The Readers’ Guide to the Bidoun Library

      For the Bidoun Library’s exhibition at the New Museum for Contemporary Art in New York, four books were produced as part of the process of processing the thousands of books procured specifically for the occasion. As they arrived they were read; passages and images were marked for scanning and transcription, then indexed according to topics — written descriptions of artworks, photographs, flags; jokes and sexual innuendos; captions, acknowledgments. Our abiding interest were the asides — items that, considered out of context, revealed a surplus or a deficit of meaning. Those texts and images were then organized into four books that were suspended by chains from the ceiling at strategic points in the exhibition space.

      Three of the books corresponded to general categories: Home Theater/pulp, Natural Order/corporate publishing, and Margin of Error/outmoded regimes of production. A fourth book, Further Reading, purported to be a glossary for the other three. We called the books catalogs, though as such they were incomplete, more allusive than accurate. They are perhaps best considered as Readers’ Guides — examples of one way of reading the library, and the associations and parallels generated thereby.

      Each book contains no original text or images, being composed completely from materials taken from the library.

      Home Theater

      The books considered under the rubric Home Theater were not made for universities or libraries, but for book shops, delis, and drugstores. They were merchandise: intended for a general audience, printed in great numbers, distributed widely and designed to sell. Home Theater features pulp fictions, travel guides, picture-books, comics, coloring books, and stacks of topically-themed political pseudo-science. Together they trace a story of how the Middle East has been represented in popular culture.


      The Natural Order

      The Natural Order examined a particular strain of state and corporate publishing. Often the same thing, the books in this category are usually about the Gulf and made possible, in one fashion or another, by the sale of petroleum.


      Margin of Error

      Margin of Error collected extinct or endangered regimes of printing, often political, though issuing from left, right, and other margins. The materials in the book share in the desolate precarity of outliving their contexts. Consider the Cold War guerrilla lifestyle magazine Tricontinental, printed in Cuba with funding from the USSR; the popular propaganda press of Saddam’s Iraq and Mubarak’s Egypt; or the freewheeling periodicals produced in the interregnum after the Iranian revolution but before the Islamic Republic.


      Further Reading

      Further Reading a glossary of sort, from Admiral to Zero. Printed by Bidoun in an edition of 500.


* _TASK TO COMPLETE_:
Transcribe every entry that follows exactly, omitting all pictures.

* _DATA EXTRACTS_:
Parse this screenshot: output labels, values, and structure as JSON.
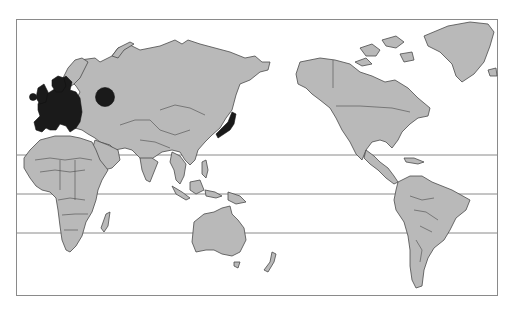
{
  "map": {
    "projection": "Pacific-centered world map",
    "colors": {
      "land": "#b9b9b9",
      "highlight": "#1a1a1a",
      "border": "#4a4a4a",
      "frame": "#8a8a8a",
      "water": "#ffffff"
    },
    "highlighted_regions": [
      "Europe",
      "Japan",
      "Western Russia (circle marker)"
    ],
    "latitude_lines": 3,
    "markers": [
      {
        "type": "circle",
        "region": "Western Russia",
        "color": "#1a1a1a"
      }
    ]
  }
}
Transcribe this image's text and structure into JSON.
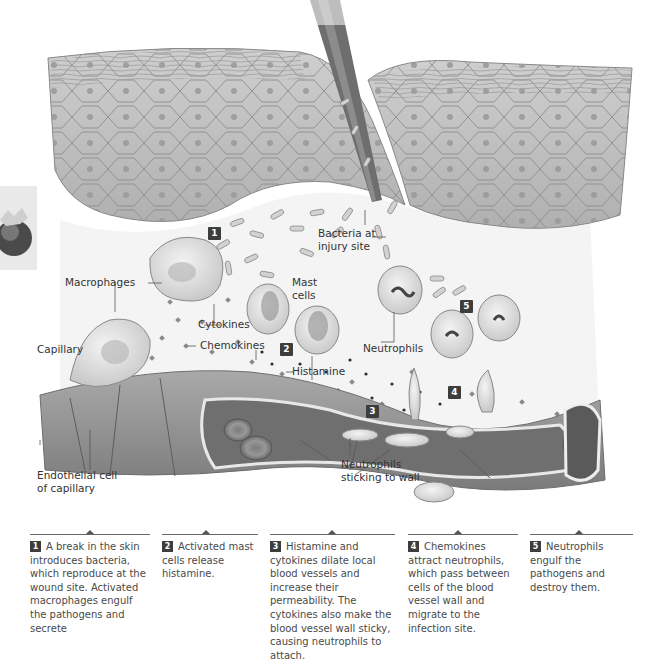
{
  "figure": {
    "labels": {
      "bacteria": [
        "Bacteria at",
        "injury site"
      ],
      "macrophages": "Macrophages",
      "mast_cells": [
        "Mast",
        "cells"
      ],
      "cytokines": "Cytokines",
      "chemokines": "Chemokines",
      "capillary": "Capillary",
      "histamine": "Histamine",
      "neutrophils": "Neutrophils",
      "neutrophils_sticking": [
        "Neutrophils",
        "sticking to wall"
      ],
      "endothelial": [
        "Endothelial cell",
        "of capillary"
      ]
    },
    "step_badges": [
      "1",
      "2",
      "3",
      "4",
      "5"
    ],
    "colors": {
      "skin": "#b9b9b9",
      "skin_edge": "#8a8a8a",
      "tissue": "#f3f3f3",
      "vessel": "#8f8f8f",
      "badge": "#3d3d3d"
    }
  },
  "captions": [
    {
      "num": "1",
      "text": "A break in the skin introduces bacteria, which reproduce at the wound site. Activated macrophages engulf the pathogens and secrete"
    },
    {
      "num": "2",
      "text": "Activated mast cells release histamine."
    },
    {
      "num": "3",
      "text": "Histamine and cytokines dilate local blood vessels and increase their permeability. The cytokines also make the blood vessel wall sticky, causing neutrophils to attach."
    },
    {
      "num": "4",
      "text": "Chemokines attract neutrophils, which pass between cells of the blood vessel wall and migrate to the infection site."
    },
    {
      "num": "5",
      "text": "Neutrophils engulf the pathogens and destroy them."
    }
  ]
}
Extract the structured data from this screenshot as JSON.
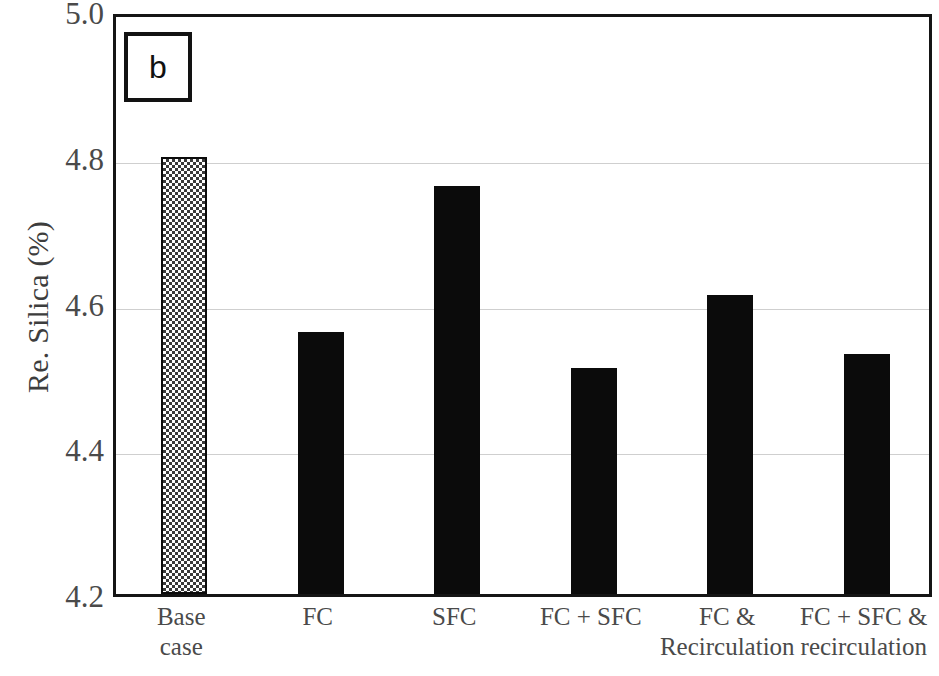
{
  "chart_data": {
    "type": "bar",
    "title": "",
    "panel_label": "b",
    "xlabel": "",
    "ylabel": "Re. Silica (%)",
    "ylim": [
      4.2,
      5.0
    ],
    "ytick_labels": [
      "5.0",
      "4.8",
      "4.6",
      "4.4",
      "4.2"
    ],
    "ytick_values": [
      5.0,
      4.8,
      4.6,
      4.4,
      4.2
    ],
    "grid": true,
    "grid_axis": "y",
    "legend": false,
    "categories": [
      "Base\ncase",
      "FC",
      "SFC",
      "FC + SFC",
      "FC &\nRecirculation",
      "FC + SFC &\nrecirculation"
    ],
    "values": [
      4.8,
      4.56,
      4.76,
      4.51,
      4.61,
      4.53
    ],
    "bar_styles": [
      "checker",
      "solid",
      "solid",
      "solid",
      "solid",
      "solid"
    ],
    "colors": {
      "bar_solid": "#0b0b0b",
      "bar_checker_fill": "#3a3a3a",
      "bar_checker_background": "#ffffff",
      "axis": "#151515",
      "grid": "#cfcfcf",
      "text": "#4a4a4a",
      "background": "#ffffff"
    }
  },
  "axis": {
    "y_title": "Re. Silica (%)"
  },
  "panel": {
    "label": "b"
  }
}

* _ANSWER_:
Parse this screenshot: output labels, values, and structure as JSON.
{
  "map": {
    "projection": "Pacific-centered world map",
    "colors": {
      "land": "#b9b9b9",
      "highlight": "#1a1a1a",
      "border": "#4a4a4a",
      "frame": "#8a8a8a",
      "water": "#ffffff"
    },
    "highlighted_regions": [
      "Europe",
      "Japan",
      "Western Russia (circle marker)"
    ],
    "latitude_lines": 3,
    "markers": [
      {
        "type": "circle",
        "region": "Western Russia",
        "color": "#1a1a1a"
      }
    ]
  }
}
Transcribe this image's text and structure into JSON.
{
  "figure": {
    "labels": {
      "bacteria": [
        "Bacteria at",
        "injury site"
      ],
      "macrophages": "Macrophages",
      "mast_cells": [
        "Mast",
        "cells"
      ],
      "cytokines": "Cytokines",
      "chemokines": "Chemokines",
      "capillary": "Capillary",
      "histamine": "Histamine",
      "neutrophils": "Neutrophils",
      "neutrophils_sticking": [
        "Neutrophils",
        "sticking to wall"
      ],
      "endothelial": [
        "Endothelial cell",
        "of capillary"
      ]
    },
    "step_badges": [
      "1",
      "2",
      "3",
      "4",
      "5"
    ],
    "colors": {
      "skin": "#b9b9b9",
      "skin_edge": "#8a8a8a",
      "tissue": "#f3f3f3",
      "vessel": "#8f8f8f",
      "badge": "#3d3d3d"
    }
  },
  "captions": [
    {
      "num": "1",
      "text": "A break in the skin introduces bacteria, which reproduce at the wound site. Activated macrophages engulf the pathogens and secrete"
    },
    {
      "num": "2",
      "text": "Activated mast cells release histamine."
    },
    {
      "num": "3",
      "text": "Histamine and cytokines dilate local blood vessels and increase their permeability. The cytokines also make the blood vessel wall sticky, causing neutrophils to attach."
    },
    {
      "num": "4",
      "text": "Chemokines attract neutrophils, which pass between cells of the blood vessel wall and migrate to the infection site."
    },
    {
      "num": "5",
      "text": "Neutrophils engulf the pathogens and destroy them."
    }
  ]
}
Extract the structured data from this screenshot as JSON.
{
  "chart_data": {
    "type": "bar",
    "title": "",
    "panel_label": "b",
    "xlabel": "",
    "ylabel": "Re. Silica (%)",
    "ylim": [
      4.2,
      5.0
    ],
    "ytick_labels": [
      "5.0",
      "4.8",
      "4.6",
      "4.4",
      "4.2"
    ],
    "ytick_values": [
      5.0,
      4.8,
      4.6,
      4.4,
      4.2
    ],
    "grid": true,
    "grid_axis": "y",
    "legend": false,
    "categories": [
      "Base\ncase",
      "FC",
      "SFC",
      "FC + SFC",
      "FC &\nRecirculation",
      "FC + SFC &\nrecirculation"
    ],
    "values": [
      4.8,
      4.56,
      4.76,
      4.51,
      4.61,
      4.53
    ],
    "bar_styles": [
      "checker",
      "solid",
      "solid",
      "solid",
      "solid",
      "solid"
    ],
    "colors": {
      "bar_solid": "#0b0b0b",
      "bar_checker_fill": "#3a3a3a",
      "bar_checker_background": "#ffffff",
      "axis": "#151515",
      "grid": "#cfcfcf",
      "text": "#4a4a4a",
      "background": "#ffffff"
    }
  },
  "axis": {
    "y_title": "Re. Silica (%)"
  },
  "panel": {
    "label": "b"
  }
}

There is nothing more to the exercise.